[sdiy] Re: FPGA 2-OP FM MIDI Polysynth

Scott Gravenhorst music.maker at gte.net
Mon May 4 19:05:02 CEST 2009


Donald Tillman <don at till.com> wrote:
>   > Date: Sun, 03 May 2009 13:50:34 -0700
>   > From: Scott Gravenhorst <music.maker at gte.net>
>   > 
>   > Donald Tillman <don at till.com> wrote:
>   >
>   > >Are you aware that the DX-7 used no real-time multiplies?  
>   > 
>   > No, I was not aware of that, and that is amazing.
>
>I should really write up an article on FM and the DX-7.  I think it's
>a remarkable combination of engineering, math, musical instrument
>design and overcoming the limitations of the technology of the day.

I think that would be a great read.

>   > >Fast multiplies were extremely expensive in 1983.  
>   > 
>   > I'm sure of that much.
>
>Specifically, I think the only chip solution available at the time was
>made by Hughes, cost about $300.00, did a 16 by 16 multiply in 200nS,
>ate a lot of current, and required a significant amount of support
>circuitry.  So there was no way that was going to be used in an
>instrument that sold for around $2500.00.
>
>   > Well, obvious it isn't - oh wait, log(sin(x)).  I remember that
>   > to do multiplies, logs are added but the sum must be looked up
>   > again in antilog tables - can I assume antilog table was also in
>   > ROM?
>
>Sorry, I shouldn't have said "obvious".  I kind'a thought you were
>into it, since you knew to implement phase modulation instead of
>frequency modulation.

This was because I wanted to implement C:M ratios that are not integers, I could
think of a way to do that without doing arithmetic on the phase increment value
since my oscillators are simple binary wrapping phase accumulators.

>(John Chowning calls it FM, but his equations describe PM, but his
>Music V diagrams describe FM, but the Yamaha DX-7 uses PM.  Hee-hah!)
>
>John Chowning's orginal article is called, "The Synthesis of Complex
>Audio Spectra by Means of Frequency Modulation".  It's available from
>the AES, in some published books on synthesis, or pirated on the
>interweb if you look around.
>
>John Chowning's original FM Synthesis patent is US patent 4,018,121.
>It's basically the same as his article.  As described, it's not very
>practical as it uses shift-and-add multiplies.  (Yikes!)
>
>The DX-7 patent is US patent 4,554,857.  It's implemented entirely
>with with adds, reads/writes, and table lookups.  Like all patents
>it's hard to read, but the diagrams should be useful.
>
>Use http://www.pat2pdf.org to get free printable PDF copies of the
>patents.

Thanks Don, I will go there and get them.

>   > The thing is, with this FPGA, the mulpliers are _dedicated_
>   > hardware and exist whether you use them or not (well, if you use
>   > a block RAM, you can't use the associated multiplier).  
>
>Sure, but for an actual DX-7, with 6 operators and 16-voice polyphony,
>you'd need 96 multipliers.  Or be good at multiplexing.

There are bigger badder FPGAs that can be used and multipliers are sharable so if
you have enough clocks per sample, you can do a lot with a set of multipliers that
is smaller than the total number of multiply operations required.  I have a dev
board with a Spartan-3A DSP 1800 which contains 84 dedicated hardware multipliers
which can operate at least at 200 MHz.  Plus there are intimate default connections
between multipliers and RAM in this FPGA which can make things like
multiply-and-accumulate operations faster.  This FPGA would be a great starting
place for a nice FM synth I think.

>   > I've only _just_ begun to mess with FM.
>
>I would recommend getting an actual DX-7 to play with.  They're not
>expensive, and they're mighty interesting.

Well, unemployed I am...


-- ScottG
________________________________________________________________________
-- Scott Gravenhorst
-- FPGA MIDI Synthesizer Information: home1.gte.net/res0658s/FPGA_synth/
-- FatMan: home1.gte.net/res0658s/fatman/
-- NonFatMan: home1.gte.net/res0658s/electronics/
-- When the going gets tough, the tough use the command line.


→ **Exercise aim**: Restate every record exactly, with nothing skipped.

——

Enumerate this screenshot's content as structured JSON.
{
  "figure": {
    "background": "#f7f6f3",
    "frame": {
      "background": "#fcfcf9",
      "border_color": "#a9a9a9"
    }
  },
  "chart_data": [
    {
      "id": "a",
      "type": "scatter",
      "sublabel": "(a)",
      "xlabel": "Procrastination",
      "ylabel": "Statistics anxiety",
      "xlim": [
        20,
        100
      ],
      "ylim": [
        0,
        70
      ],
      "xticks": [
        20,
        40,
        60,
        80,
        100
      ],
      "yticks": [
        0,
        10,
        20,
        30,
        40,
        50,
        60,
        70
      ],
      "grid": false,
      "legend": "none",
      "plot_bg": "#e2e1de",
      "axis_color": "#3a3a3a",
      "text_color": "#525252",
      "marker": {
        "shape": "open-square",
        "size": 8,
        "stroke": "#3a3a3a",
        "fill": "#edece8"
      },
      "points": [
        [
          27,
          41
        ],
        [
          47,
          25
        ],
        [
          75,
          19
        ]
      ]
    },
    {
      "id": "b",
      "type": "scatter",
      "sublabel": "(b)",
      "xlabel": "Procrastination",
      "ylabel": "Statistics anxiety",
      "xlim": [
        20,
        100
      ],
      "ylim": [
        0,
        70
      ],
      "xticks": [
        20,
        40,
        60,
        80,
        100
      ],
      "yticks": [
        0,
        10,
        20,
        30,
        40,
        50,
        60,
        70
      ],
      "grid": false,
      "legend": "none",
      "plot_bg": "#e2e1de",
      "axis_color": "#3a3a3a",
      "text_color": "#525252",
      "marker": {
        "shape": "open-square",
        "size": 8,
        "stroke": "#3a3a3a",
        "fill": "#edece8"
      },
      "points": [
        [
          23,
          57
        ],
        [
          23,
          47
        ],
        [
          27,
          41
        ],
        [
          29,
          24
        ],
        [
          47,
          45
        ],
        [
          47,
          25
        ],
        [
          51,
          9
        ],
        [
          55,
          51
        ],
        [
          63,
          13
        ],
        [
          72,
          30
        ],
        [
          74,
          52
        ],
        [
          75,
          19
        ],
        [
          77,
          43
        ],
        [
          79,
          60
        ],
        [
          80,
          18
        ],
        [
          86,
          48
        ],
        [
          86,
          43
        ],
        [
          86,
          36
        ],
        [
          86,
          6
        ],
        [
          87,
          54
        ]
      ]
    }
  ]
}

——

→ **Response to the task**:
Enumerate this screenshot's content as structured JSON.
{
  "figure": {
    "background": "#f7f6f3",
    "frame": {
      "background": "#fcfcf9",
      "border_color": "#a9a9a9"
    }
  },
  "chart_data": [
    {
      "id": "a",
      "type": "scatter",
      "sublabel": "(a)",
      "xlabel": "Procrastination",
      "ylabel": "Statistics anxiety",
      "xlim": [
        20,
        100
      ],
      "ylim": [
        0,
        70
      ],
      "xticks": [
        20,
        40,
        60,
        80,
        100
      ],
      "yticks": [
        0,
        10,
        20,
        30,
        40,
        50,
        60,
        70
      ],
      "grid": false,
      "legend": "none",
      "plot_bg": "#e2e1de",
      "axis_color": "#3a3a3a",
      "text_color": "#525252",
      "marker": {
        "shape": "open-square",
        "size": 8,
        "stroke": "#3a3a3a",
        "fill": "#edece8"
      },
      "points": [
        [
          27,
          41
        ],
        [
          47,
          25
        ],
        [
          75,
          19
        ]
      ]
    },
    {
      "id": "b",
      "type": "scatter",
      "sublabel": "(b)",
      "xlabel": "Procrastination",
      "ylabel": "Statistics anxiety",
      "xlim": [
        20,
        100
      ],
      "ylim": [
        0,
        70
      ],
      "xticks": [
        20,
        40,
        60,
        80,
        100
      ],
      "yticks": [
        0,
        10,
        20,
        30,
        40,
        50,
        60,
        70
      ],
      "grid": false,
      "legend": "none",
      "plot_bg": "#e2e1de",
      "axis_color": "#3a3a3a",
      "text_color": "#525252",
      "marker": {
        "shape": "open-square",
        "size": 8,
        "stroke": "#3a3a3a",
        "fill": "#edece8"
      },
      "points": [
        [
          23,
          57
        ],
        [
          23,
          47
        ],
        [
          27,
          41
        ],
        [
          29,
          24
        ],
        [
          47,
          45
        ],
        [
          47,
          25
        ],
        [
          51,
          9
        ],
        [
          55,
          51
        ],
        [
          63,
          13
        ],
        [
          72,
          30
        ],
        [
          74,
          52
        ],
        [
          75,
          19
        ],
        [
          77,
          43
        ],
        [
          79,
          60
        ],
        [
          80,
          18
        ],
        [
          86,
          48
        ],
        [
          86,
          43
        ],
        [
          86,
          36
        ],
        [
          86,
          6
        ],
        [
          87,
          54
        ]
      ]
    }
  ]
}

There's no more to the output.